• The Zohar (II, 197a-b) devotes extensive discussion to Elijah's ascent in the whirlwind and the chariot of fire, identifying this as the activation of the Merkavah — the divine war chariot — to extract a Tzaddik from the battlefield without the mediation of death. The horses of fire are the Chayot HaKodesh (Holy Living Creatures) of Ezekiel's vision, and the chariot itself is the vehicle by which the highest angelic orders traverse the worlds. Elijah did not die but was promoted to active angelic service, retaining his mission portfolio.
• Elisha's request for "a double portion of your spirit" is explained in Zohar (III, 15b) as the request of a successor-general who knows the war is about to intensify. The double portion (pi shnayim) corresponds to the combined force of Netzach and Hod — the two Sefirot that govern prophetic warfare — doubled in Elisha because the era ahead would face the Sitra Achra's escalated assault. Elijah's condition — "if you see me taken" — meant that only one whose spiritual sight was already at the Merkavah-level could receive this transmission.
• The parting of the Jordan by Elijah's mantle is discussed in Zohar (II, 46a) as the continuation of the miracle-chain that began with Moses at the Red Sea and Joshua at the Jordan — each parting demonstrates mastery over the klipah of water, which the Zohar associates with the primordial chaos that the Sitra Achra claims as its domain. The mantle (aderet) encodes the Tzaddik's accumulated spiritual warfare experience, and striking the water is a command to the chaotic forces to yield.

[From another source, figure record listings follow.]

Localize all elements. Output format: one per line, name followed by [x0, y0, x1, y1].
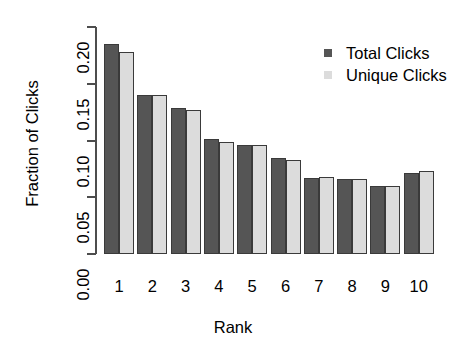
- legend-label: Unique Clicks: [346, 66, 447, 85]
- bar-total-rank-8: [337, 179, 352, 254]
- bar-unique-rank-5: [252, 145, 267, 254]
- bar-unique-rank-4: [219, 142, 234, 254]
- bar-total-rank-5: [237, 145, 252, 254]
- bar-total-rank-4: [204, 139, 219, 254]
- y-tick-label: 0.05: [74, 198, 93, 258]
- y-tick-label: 0.10: [74, 141, 93, 201]
- legend-item-2: Unique Clicks: [324, 64, 447, 86]
- x-axis-title: Rank: [0, 318, 466, 337]
- legend-swatch-total: [324, 49, 332, 57]
- chart-legend: Total ClicksUnique Clicks: [324, 42, 447, 86]
- bar-total-rank-10: [404, 173, 419, 254]
- bar-unique-rank-7: [319, 177, 334, 254]
- bar-total-rank-6: [271, 158, 286, 254]
- bar-unique-rank-10: [419, 171, 434, 254]
- bar-total-rank-3: [171, 108, 186, 254]
- bar-unique-rank-6: [286, 160, 301, 254]
- bar-unique-rank-2: [152, 95, 167, 254]
- y-tick-label: 0.20: [74, 28, 93, 88]
- bar-total-rank-7: [304, 178, 319, 254]
- bar-unique-rank-1: [119, 52, 134, 254]
- bar-total-rank-1: [104, 44, 119, 254]
- bar-chart: Fraction of Clicks Rank 0.000.050.100.15…: [0, 0, 466, 349]
- bar-unique-rank-9: [385, 186, 400, 254]
- legend-swatch-unique: [324, 71, 332, 79]
- bar-total-rank-2: [137, 95, 152, 254]
- y-axis-title: Fraction of Clicks: [23, 34, 42, 254]
- bar-unique-rank-8: [352, 179, 367, 254]
- bar-total-rank-9: [370, 186, 385, 254]
- bar-unique-rank-3: [186, 110, 201, 254]
- legend-item-1: Total Clicks: [324, 42, 447, 64]
- x-tick-label: 10: [399, 277, 439, 296]
- y-tick-label: 0.15: [74, 84, 93, 144]
- y-tick-label: 0.00: [74, 255, 93, 315]
- legend-label: Total Clicks: [346, 44, 429, 63]
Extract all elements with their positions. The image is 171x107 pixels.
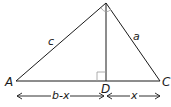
right-angle-marker [97,72,106,81]
side-label-a: a [133,31,140,42]
measure-label-x: x [130,90,139,101]
vertex-label-d: D [101,83,110,95]
vertex-label-a: A [5,76,13,88]
vertex-label-c: C [162,76,170,88]
side-label-c: c [48,36,54,47]
side-c-line [16,3,106,81]
triangle-diagram [0,0,171,107]
measure-label-bx: b-x [51,90,70,101]
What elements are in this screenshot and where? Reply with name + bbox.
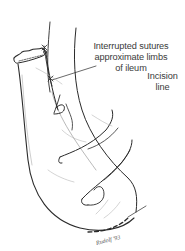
incision-annotation: Incision line <box>140 71 185 93</box>
ileum-illustration: Rudolf '93 <box>0 0 185 251</box>
sutures-annotation-line-2: approximate limbs <box>86 52 176 63</box>
sutures-annotation: Interrupted sutures approximate limbs of… <box>86 41 176 74</box>
incision-annotation-line-2: line <box>140 82 185 93</box>
incision-leader-line <box>128 206 146 217</box>
sutures-annotation-line-1: Interrupted sutures <box>86 41 176 52</box>
incision-annotation-line-1: Incision <box>140 71 185 82</box>
suture-line <box>42 45 53 86</box>
loop-sutures <box>54 95 132 205</box>
shading <box>36 68 120 218</box>
artist-signature: Rudolf '93 <box>94 234 120 246</box>
anterior-ileum-limb <box>14 48 134 230</box>
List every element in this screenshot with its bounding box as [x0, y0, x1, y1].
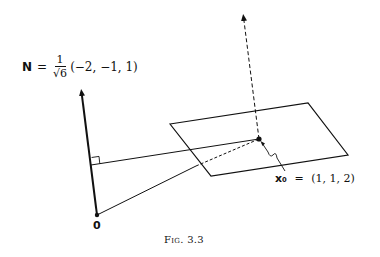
equals-sign: = — [37, 60, 47, 74]
x0-equals: = — [294, 172, 303, 185]
origin-label: 0 — [93, 219, 101, 232]
x0-symbol: x₀ — [275, 172, 287, 185]
normal-components: (−2, −1, 1) — [70, 60, 138, 74]
fraction-denominator: √6 — [53, 67, 67, 79]
normal-vector-n — [82, 92, 98, 215]
x0-coordinates: (1, 1, 2) — [311, 172, 355, 185]
n-symbol: N — [22, 60, 32, 74]
origin-to-x0-line — [97, 166, 196, 215]
figure-caption: Fig. 3.3 — [164, 234, 204, 245]
leader-arrow-icon — [261, 141, 266, 146]
origin-to-x0-hidden — [196, 139, 259, 166]
perpendicular-line — [91, 139, 259, 165]
point-x0 — [256, 136, 261, 141]
x0-label: x₀ = (1, 1, 2) — [275, 172, 355, 185]
dashed-normal-at-x0 — [244, 17, 260, 139]
diagram-canvas — [0, 0, 380, 257]
fraction-numerator: 1 — [55, 54, 66, 67]
right-angle-mark — [92, 156, 100, 163]
normal-vector-label: N = 1 √6 (−2, −1, 1) — [22, 54, 138, 79]
origin-point — [95, 213, 99, 217]
fraction: 1 √6 — [53, 54, 67, 79]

• The sons of the prophets searching for Elijah's body for three days despite Elisha's objection illustrates, in Zohar (I, 117a), the difficulty even prophetically trained minds have in grasping that the Sitra Achra's jurisdiction — death and physical dissolution — does not apply to certain Tzaddikim. Their search was essentially a search for evidence that death had won, and finding none, they were forced to accept that a human being had exited the Sitra Achra's entire system. This testimony strengthened the prophetic remnant's resolve.
• Elisha's healing of Jericho's waters with salt in a new vessel is described in Zohar Chadash (Bereishit, 28a) as the new prophet's first independent act of spiritual warfare — purifying a water source that the Sitra Achra had contaminated, causing death and miscarriage. The new vessel represents Elisha's fresh anointing; the salt represents the covenant (brit melach) that preserves against corruption. The Zohar teaches that contaminated water sources are the Sitra Achra's infrastructure; purifying them dismantles the enemy's supply lines.

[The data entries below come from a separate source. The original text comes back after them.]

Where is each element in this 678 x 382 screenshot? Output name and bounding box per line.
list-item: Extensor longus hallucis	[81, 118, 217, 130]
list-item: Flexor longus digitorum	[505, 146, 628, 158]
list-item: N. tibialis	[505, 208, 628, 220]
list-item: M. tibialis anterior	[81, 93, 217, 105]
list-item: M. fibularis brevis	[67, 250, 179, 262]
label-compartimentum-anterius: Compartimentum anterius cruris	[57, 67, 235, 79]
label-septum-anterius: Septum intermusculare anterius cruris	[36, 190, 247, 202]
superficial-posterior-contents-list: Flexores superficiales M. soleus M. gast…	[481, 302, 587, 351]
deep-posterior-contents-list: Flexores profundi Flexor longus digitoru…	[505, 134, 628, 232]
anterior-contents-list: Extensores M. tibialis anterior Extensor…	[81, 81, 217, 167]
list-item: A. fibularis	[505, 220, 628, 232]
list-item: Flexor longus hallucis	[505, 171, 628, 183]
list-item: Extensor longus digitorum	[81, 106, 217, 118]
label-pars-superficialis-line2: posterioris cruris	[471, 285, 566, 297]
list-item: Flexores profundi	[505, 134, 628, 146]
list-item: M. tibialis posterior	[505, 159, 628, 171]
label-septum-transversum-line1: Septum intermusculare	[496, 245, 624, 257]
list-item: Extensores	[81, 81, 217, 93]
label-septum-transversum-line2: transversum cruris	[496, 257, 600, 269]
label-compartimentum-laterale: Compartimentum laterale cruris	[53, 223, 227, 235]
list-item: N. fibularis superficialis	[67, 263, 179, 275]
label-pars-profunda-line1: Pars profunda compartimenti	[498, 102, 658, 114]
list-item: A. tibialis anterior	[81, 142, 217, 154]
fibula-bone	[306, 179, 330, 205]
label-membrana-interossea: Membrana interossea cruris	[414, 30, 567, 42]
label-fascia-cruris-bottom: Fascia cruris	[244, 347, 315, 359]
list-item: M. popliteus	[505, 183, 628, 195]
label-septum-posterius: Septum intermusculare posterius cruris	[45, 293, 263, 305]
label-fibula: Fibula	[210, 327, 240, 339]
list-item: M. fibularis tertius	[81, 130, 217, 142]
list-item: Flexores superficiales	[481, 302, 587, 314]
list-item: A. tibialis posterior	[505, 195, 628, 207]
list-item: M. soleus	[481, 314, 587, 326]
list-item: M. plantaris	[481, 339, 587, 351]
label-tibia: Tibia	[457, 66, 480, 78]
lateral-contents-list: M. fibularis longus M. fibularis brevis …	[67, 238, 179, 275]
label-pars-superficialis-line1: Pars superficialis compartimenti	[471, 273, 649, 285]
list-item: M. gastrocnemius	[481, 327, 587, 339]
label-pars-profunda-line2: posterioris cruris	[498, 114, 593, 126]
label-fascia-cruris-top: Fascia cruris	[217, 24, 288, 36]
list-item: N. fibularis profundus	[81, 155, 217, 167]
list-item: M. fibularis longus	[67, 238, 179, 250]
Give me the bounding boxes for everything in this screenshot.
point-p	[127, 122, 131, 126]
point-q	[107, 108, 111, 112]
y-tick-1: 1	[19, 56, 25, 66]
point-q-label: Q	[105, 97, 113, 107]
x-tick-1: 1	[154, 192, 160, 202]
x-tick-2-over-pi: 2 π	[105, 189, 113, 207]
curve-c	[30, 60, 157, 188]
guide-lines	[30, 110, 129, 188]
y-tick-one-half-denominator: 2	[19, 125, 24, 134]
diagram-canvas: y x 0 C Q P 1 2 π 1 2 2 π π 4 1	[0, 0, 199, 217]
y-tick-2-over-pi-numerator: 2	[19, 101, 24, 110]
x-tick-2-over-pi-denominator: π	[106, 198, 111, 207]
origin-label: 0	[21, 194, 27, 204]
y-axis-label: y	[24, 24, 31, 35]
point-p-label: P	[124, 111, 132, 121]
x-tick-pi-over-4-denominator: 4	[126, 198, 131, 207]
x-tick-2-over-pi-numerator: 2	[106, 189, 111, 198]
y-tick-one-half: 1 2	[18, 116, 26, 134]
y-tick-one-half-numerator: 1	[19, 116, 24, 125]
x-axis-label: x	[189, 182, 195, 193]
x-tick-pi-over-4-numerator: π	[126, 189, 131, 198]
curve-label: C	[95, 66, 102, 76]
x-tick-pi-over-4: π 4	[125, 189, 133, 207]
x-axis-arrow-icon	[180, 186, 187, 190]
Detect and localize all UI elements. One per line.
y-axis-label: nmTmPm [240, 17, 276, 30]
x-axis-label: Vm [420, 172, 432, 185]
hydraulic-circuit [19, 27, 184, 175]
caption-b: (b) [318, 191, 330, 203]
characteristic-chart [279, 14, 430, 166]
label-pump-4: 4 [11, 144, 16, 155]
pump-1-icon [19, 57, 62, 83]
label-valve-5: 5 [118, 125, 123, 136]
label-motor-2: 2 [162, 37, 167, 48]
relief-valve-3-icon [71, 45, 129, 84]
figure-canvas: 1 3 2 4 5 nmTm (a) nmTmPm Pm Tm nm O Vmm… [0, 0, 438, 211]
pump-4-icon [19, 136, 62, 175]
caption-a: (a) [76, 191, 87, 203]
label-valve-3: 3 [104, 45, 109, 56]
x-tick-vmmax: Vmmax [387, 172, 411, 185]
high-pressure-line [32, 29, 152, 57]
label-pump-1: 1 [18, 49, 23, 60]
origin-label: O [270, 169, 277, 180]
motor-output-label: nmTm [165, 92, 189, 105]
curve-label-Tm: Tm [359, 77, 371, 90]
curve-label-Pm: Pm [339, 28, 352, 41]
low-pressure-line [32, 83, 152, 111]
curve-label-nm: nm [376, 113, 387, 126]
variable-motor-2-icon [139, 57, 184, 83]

• Chagigah 15a records that those who ascend to the heavenly chambers improperly are destroyed; those who ascend properly return transformed. Elijah's ascent in the fiery chariot is the tzaddik's ultimate victory: he passes through the second heaven without being captured by it and arrives in the third. The Sitra Achra cannot hold the fully righteous tzaddik — not even at death.
• Berakhot 58b records that one who sees a wise man should bless God for sharing His wisdom with mortals. Elisha's cry — "My father, my father, the chariot of Israel, and the horsemen thereof" — is the recognition that the ascending prophet IS the nation's real defense. The chariots and horsemen of Israel are the tzaddikim, not the military apparatus.
• Sanhedrin 47b records that the bones of the righteous retain holiness. Elisha taking up Elijah's fallen mantle and striking the waters — and the waters dividing as they had for Elijah — is the transfer of the anointing, the spiritual inheritance of the tzaddik warrior. The mantle is the sacramental object that carries the accumulated battle-authority of the predecessor.
• Moed Katan 28a records that the death of the righteous atones for the generation. Elisha's two she-bears mauling the forty-two young men who mock him — "Go up, thou bald head" — is a severe manifestation of prophetic authority. The mockery of the prophet is mockery of the third-heaven mission; the Sitra Achra uses social contempt as a low-cost weapon to undermine prophetic authority before moving to direct assault.
• Sotah 48b records that after the later prophets, the Holy Spirit departed from Israel. The anointing of Elisha marks the beginning of the Spirit's concentrated investment in the second great prophet of the northern kingdom. Seven miracles follow in quick succession (chapter 2 through 4) as the third-heaven equips its new tzaddik warrior for the battles of the Omri-Ahab legacy.